Take the following code, if you have ReSharper installed you’ll be warned that there is possible multiple enumeration of your IEnumerable, this means that Select will be repeated twice for everything in the array.
ToArray()
One solution is to Enumerate one and immediately after the select by calling .ToArray
Guava / Java
It’s not just C# that you need to be careful with, take the google java library Guava
We don’t get the same nice warning in IntelliJ* yet the solution in this case is much the same.
*IntelliJ
If you’re from a MS background like me and doing any Java, then do yourself a favour and use IntelliJ, it’s much easier to use.

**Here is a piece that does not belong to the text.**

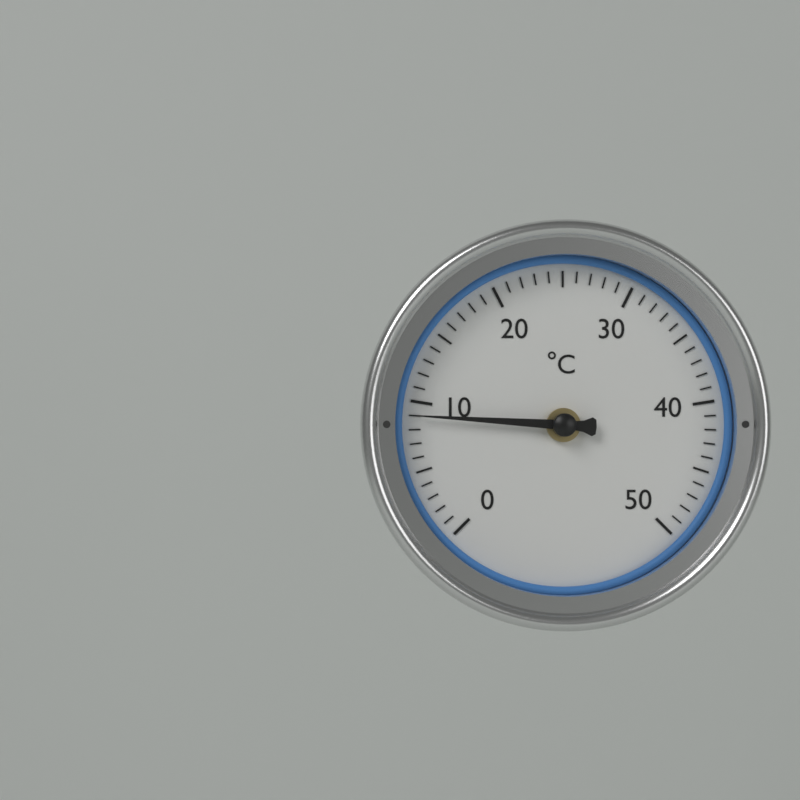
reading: 9 °C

Talking to an ex colleague of mine this evening about some use cases for yield, it’s quite a handy little keyword, i often use it for splitting a large collection into smaller ones (Chunk).
Efficiency
I was presented with another use for yield.
Take a third party API that takes an IEnumerable of objects that are expensive to create,
we can see that there is an early exit strategy so we may not need all items in the enumeration.
Now lets say we have 3 implementations of this interface
trivial i know, but assume we don’t know if they return null or not at compile time.
Now here’s a nice way of passing all of the above to a third party API and only incur the construction hit as and if when they get enumerated.
Using the trivial logic outlined here, ExpensiveFactoryC will never get constructed.